Partitions over permutations

I was thinking more about the cosine approximation to the Gaussian

exp(−z²) ≈ (1 + cos(sin(z) + z))/2

that I wrote about last week. The two expressions above are close along the real axis but not along the imaginary axis.

If ziy, the right side grows much faster than the left, behaving like exp(exp(y)).

This led to me looking up the power series for the double exponential function exp(exp(y)). This is an interesting series because the coefficient of xn is

e Bn / n!

where Bn is the nth Bell number, which equals the number of ways to partition a set of n labeled items [1]. And of course n! is the number of ways to permute a set of n labeled items. So the nth coefficient in the power series for exp(exp(y)) is the ratio of the number of partitions to permutations for a set of n labeled things, multiplied by e.

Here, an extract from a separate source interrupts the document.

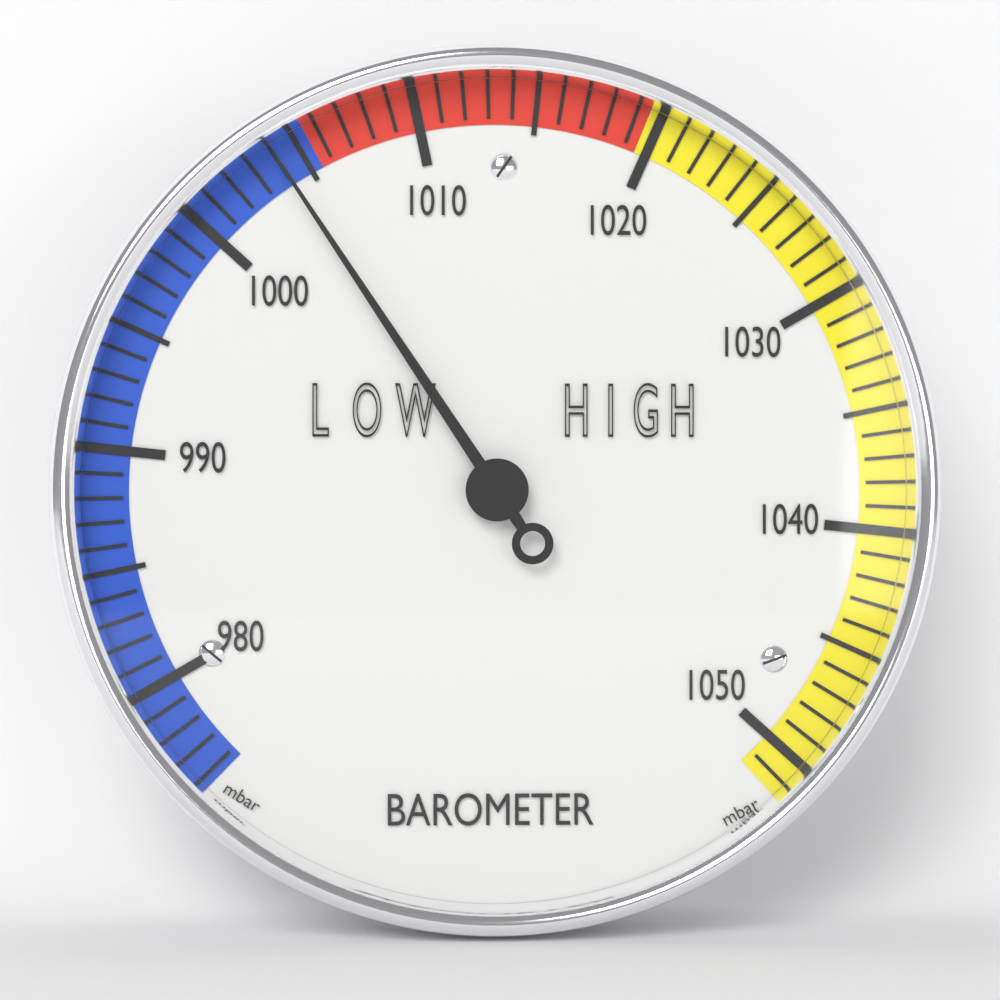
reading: 1004 mbar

The number of ways to partition a set of n things grows quickly as n increases, almost as quickly as the number of permutations, and so the series for the double exponential function converges very slowly.

Computing

SymPy has a function bell for computing Bell numbers, so you could compute the ratio of partitions to permutations as follows.

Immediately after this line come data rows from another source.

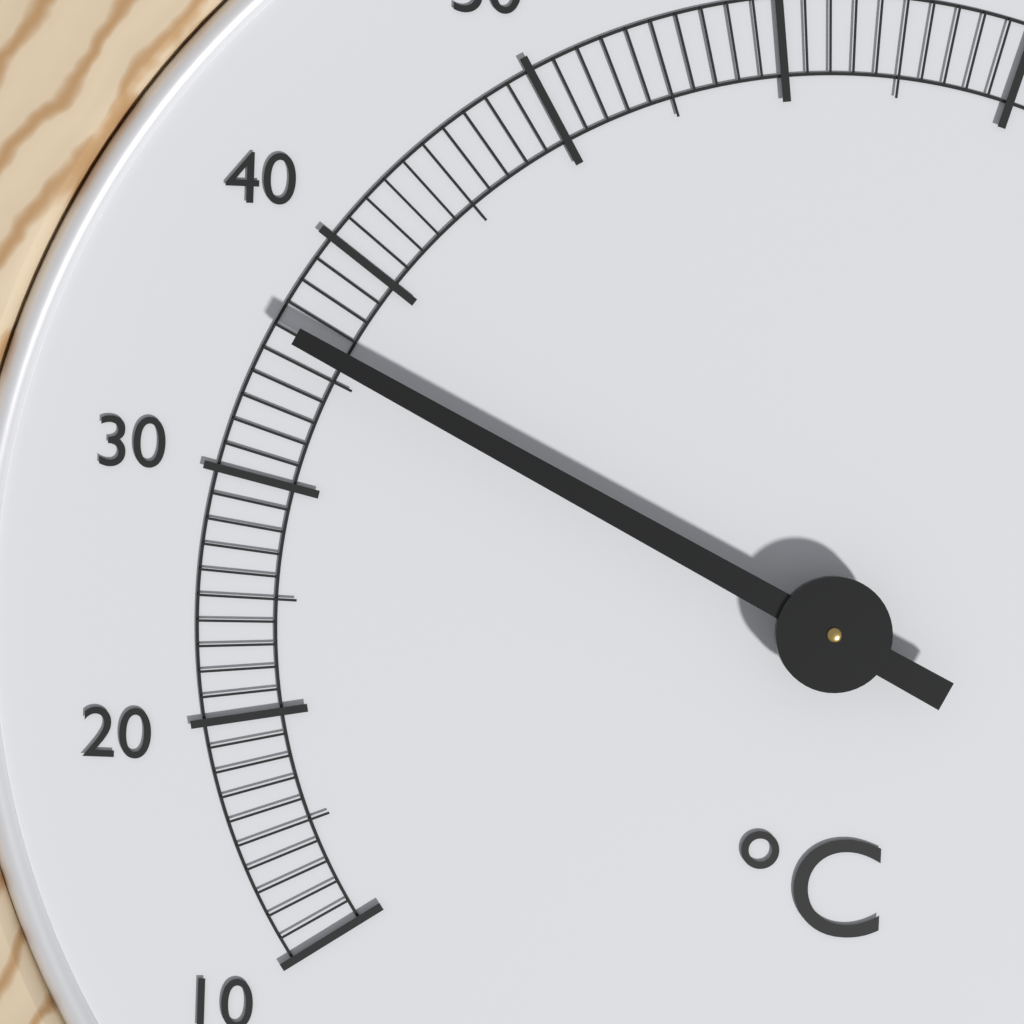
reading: 36 °C
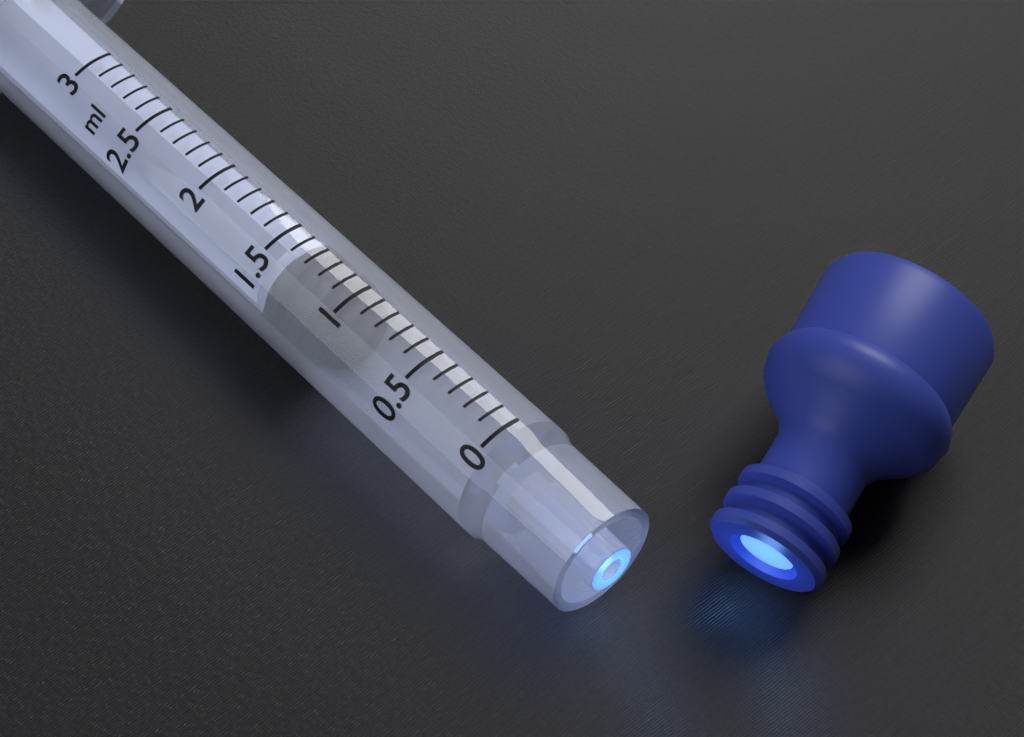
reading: 1.1 ml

from sympy import bell, factorial
f = lambda n: bell(n)/factorial(n)

This returns a number of type sympy.core.numbers.Rational and so the result is exact. You can cast it to float for convenience.

Asymptotics

If we look at only the terms in the asymptotic series for log Bn and log n! that grow with n we have

log Bn ~ n log n − n log log n
log n! ~ n log n − ½ log n

and so

log( Bnn! ) ~ ½ log n − n log log n

There’s also an asymptotic series for log( Bnn! ) involving the Lambert W function:

log( Bnn! ) ~ n/r − 1 − n log r

where r = W(n).

Related posts

[1] It’s important that the items are labeled. Partition numbers are the number of partitions of an unlabeled set. Partition numbers are much smaller than Bell numbers.

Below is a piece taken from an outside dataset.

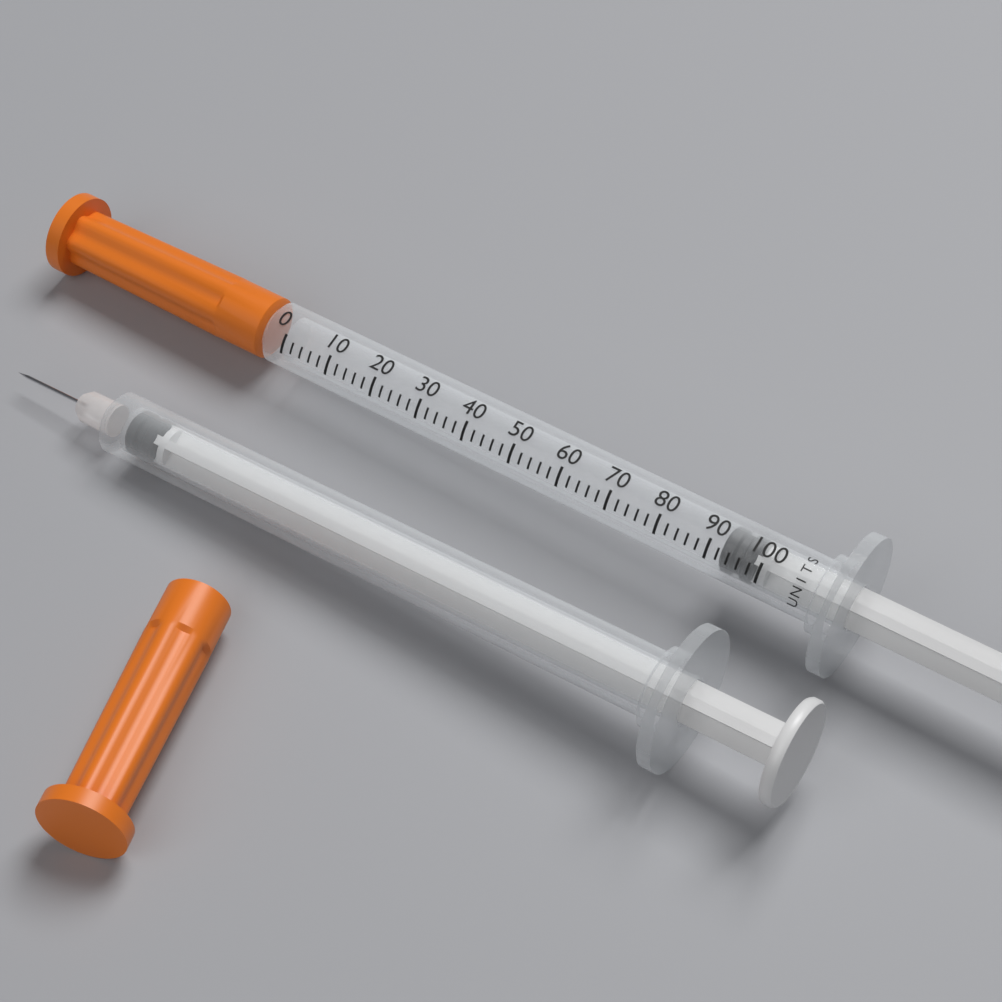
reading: 92 units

2 thoughts on “Partitions over permutations

  1. Michael Kinyon

    One could make a case that exp(exp(x)-1) is slightly more natural than exp(exp(x)) (but only slightly). Besides its value being 1 at x=0, you get rid of the extra e in the series coefficients.

  2. Michael Kinyon

    Er, what I should have added (but for some reason, forgot) is that exp(exp(x)-1) is the exponential generating function for the Bell numbers.